Symmetric encryption requires one key known by both parties. Asymmetric encryption uses two keys, one encryption key known publicly and one decryption key known only by the recipient.
Or more simply put,
Yes
A public and private key
Yes. Public Key encryption (or asymmetric encryption) requires a pair of keys; a public and a private key for exchanging data in a secure manner.
Yes
Yes
Yes
PKI must use asymmetric encryption because it is managing the keys in many cases. This implies the use of public and private key pairs, which is asymmetric.
Yes
Asymmetric encryption employs the use of public/private key pairs.
true
The asymmetric key algorithms are used to create a mathematically related key pair: a secret private keyand a published public key.
Asymmetric Encryption is a form of Encryption where keys come in pairs. What one key encrypts, only the other can decrypt. Frequently (but not necessarily), the keys are interchangeable, in the sense that if key A encrypts a message, then B can decrypt it, and if key B encrypts a message, then key A can decrypt it. While common, this property is not essential to asymmetric encryption. Asymmetric Encryption is also known as Public Key Cryptography, since users typically create a matching key pair, and make one public while keeping the other secret. Users can "sign" messages by encrypting them with their private keys. This is effective since any message recipient can verify that the user's public key can decrypt the message, and thus prove that the user's secret key was used to encrypt it. If the user's secret key is, in fact, secret, then it follows that the user, and not some impostor, really sent the message. Users can send secret messages by encrypting a message with the recipient's public key. In this case, only the intended recipient can decrypt the message, since only that user should have access to the required secret key. The key to successful use of Asymmetric Encryption is a Key Management system, which implements a Public Key Infrastructure. Without this, it is difficult to establish the reliability of public keys, or even to conveniently find suitable ones.
"Evaluating cryptography is difficult since without 'breaking' the encryption its hard to say whether one encryption is better or not. Pretty Good Encryption (PGP) is asymmetric, that is the encryption and decryption keys are different which may give it an edge on symmetric encryption."
If the keys are different, then it is asymmetrical. If it is the same key used twice to encode and decode; then it is symmetrical.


The answer must be one number: how many lines in the data below include the string "Population".

------ Records shown ------

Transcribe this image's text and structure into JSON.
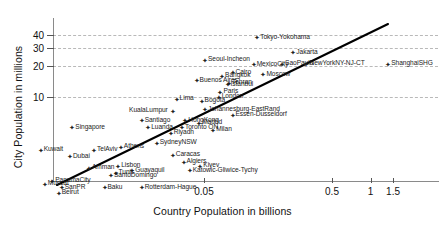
{
  "chart_data": {
    "type": "scatter",
    "title": "",
    "xlabel": "Country Population in billions",
    "ylabel": "City Population in millions",
    "xscale": "log",
    "yscale": "log",
    "xticks": [
      0.05,
      0.5,
      1,
      1.5
    ],
    "xticklabels": [
      "0.05",
      "0.5",
      "1",
      "1.5"
    ],
    "yticks": [
      10,
      20,
      30,
      40
    ],
    "yticklabels": [
      "10",
      "20",
      "30",
      "40"
    ],
    "grid": "horizontal-dashed",
    "legend": "none",
    "trendline": {
      "visible": true,
      "style": "solid-black"
    },
    "points": [
      {
        "label": "Tokyo-Yokohama",
        "x": 0.128,
        "y": 37.0,
        "side": "right"
      },
      {
        "label": "Jakarta",
        "x": 0.245,
        "y": 26.5,
        "side": "right"
      },
      {
        "label": "Seoul-Incheon",
        "x": 0.05,
        "y": 22.5,
        "side": "right"
      },
      {
        "label": "ShanghaiSHG",
        "x": 1.35,
        "y": 20.5,
        "side": "right"
      },
      {
        "label": "MexicoCity",
        "x": 0.12,
        "y": 20.4,
        "side": "right"
      },
      {
        "label": "SaoPaulo",
        "x": 0.2,
        "y": 20.6,
        "side": "right"
      },
      {
        "label": "NewYorkNY-NJ-CT",
        "x": 0.31,
        "y": 20.6,
        "side": "right"
      },
      {
        "label": "Moscow",
        "x": 0.143,
        "y": 16.2,
        "side": "right"
      },
      {
        "label": "Cairo",
        "x": 0.082,
        "y": 17.0,
        "side": "right"
      },
      {
        "label": "Bangkok",
        "x": 0.068,
        "y": 15.8,
        "side": "right"
      },
      {
        "label": "Buenos Aires",
        "x": 0.043,
        "y": 14.3,
        "side": "right"
      },
      {
        "label": "Tehran",
        "x": 0.077,
        "y": 13.5,
        "side": "right"
      },
      {
        "label": "Istanbul",
        "x": 0.075,
        "y": 13.0,
        "side": "right"
      },
      {
        "label": "Paris",
        "x": 0.066,
        "y": 11.0,
        "side": "right"
      },
      {
        "label": "London",
        "x": 0.064,
        "y": 9.8,
        "side": "right"
      },
      {
        "label": "Lima",
        "x": 0.03,
        "y": 9.4,
        "side": "right"
      },
      {
        "label": "Bogota",
        "x": 0.047,
        "y": 9.0,
        "side": "right"
      },
      {
        "label": "Johannesburg-EastRand",
        "x": 0.05,
        "y": 7.4,
        "side": "right"
      },
      {
        "label": "KualaLumpur",
        "x": 0.028,
        "y": 7.2,
        "side": "left"
      },
      {
        "label": "Essen-Dusseldorf",
        "x": 0.082,
        "y": 6.6,
        "side": "right"
      },
      {
        "label": "Santiago",
        "x": 0.016,
        "y": 5.8,
        "side": "right"
      },
      {
        "label": "HongKong",
        "x": 0.035,
        "y": 5.8,
        "side": "right"
      },
      {
        "label": "Madrid",
        "x": 0.045,
        "y": 5.5,
        "side": "right"
      },
      {
        "label": "Toronto ON",
        "x": 0.033,
        "y": 5.0,
        "side": "right"
      },
      {
        "label": "Luanda",
        "x": 0.018,
        "y": 5.0,
        "side": "right"
      },
      {
        "label": "Milan",
        "x": 0.058,
        "y": 4.7,
        "side": "right"
      },
      {
        "label": "Riyadh",
        "x": 0.027,
        "y": 4.4,
        "side": "right"
      },
      {
        "label": "Singapore",
        "x": 0.0046,
        "y": 5.0,
        "side": "right"
      },
      {
        "label": "Kuwait",
        "x": 0.0026,
        "y": 3.0,
        "side": "right"
      },
      {
        "label": "SydneyNSW",
        "x": 0.021,
        "y": 3.5,
        "side": "right"
      },
      {
        "label": "Athens",
        "x": 0.011,
        "y": 3.2,
        "side": "right"
      },
      {
        "label": "TelAviv",
        "x": 0.0068,
        "y": 3.0,
        "side": "right"
      },
      {
        "label": "Caracas",
        "x": 0.028,
        "y": 2.7,
        "side": "right"
      },
      {
        "label": "Dubai",
        "x": 0.0044,
        "y": 2.6,
        "side": "right"
      },
      {
        "label": "Algiers",
        "x": 0.034,
        "y": 2.3,
        "side": "right"
      },
      {
        "label": "Kiyev",
        "x": 0.046,
        "y": 2.1,
        "side": "right"
      },
      {
        "label": "Lisbon",
        "x": 0.0105,
        "y": 2.1,
        "side": "right"
      },
      {
        "label": "Amman",
        "x": 0.0062,
        "y": 2.0,
        "side": "right"
      },
      {
        "label": "Katowic-Gliwice-Tychy",
        "x": 0.038,
        "y": 1.9,
        "side": "right"
      },
      {
        "label": "Guayaquil",
        "x": 0.0135,
        "y": 1.9,
        "side": "right"
      },
      {
        "label": "Tunis",
        "x": 0.01,
        "y": 1.8,
        "side": "right"
      },
      {
        "label": "SantoDomingo",
        "x": 0.0092,
        "y": 1.7,
        "side": "right"
      },
      {
        "label": "PanamaCity",
        "x": 0.0032,
        "y": 1.5,
        "side": "right"
      },
      {
        "label": "Muscat",
        "x": 0.0028,
        "y": 1.4,
        "side": "right"
      },
      {
        "label": "Rotterdam-Hague",
        "x": 0.016,
        "y": 1.3,
        "side": "right"
      },
      {
        "label": "Baku",
        "x": 0.0082,
        "y": 1.3,
        "side": "right"
      },
      {
        "label": "SanPR",
        "x": 0.0038,
        "y": 1.3,
        "side": "right"
      },
      {
        "label": "Beirut",
        "x": 0.0036,
        "y": 1.15,
        "side": "right"
      }
    ]
  }
}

------

Solution to the problem: 2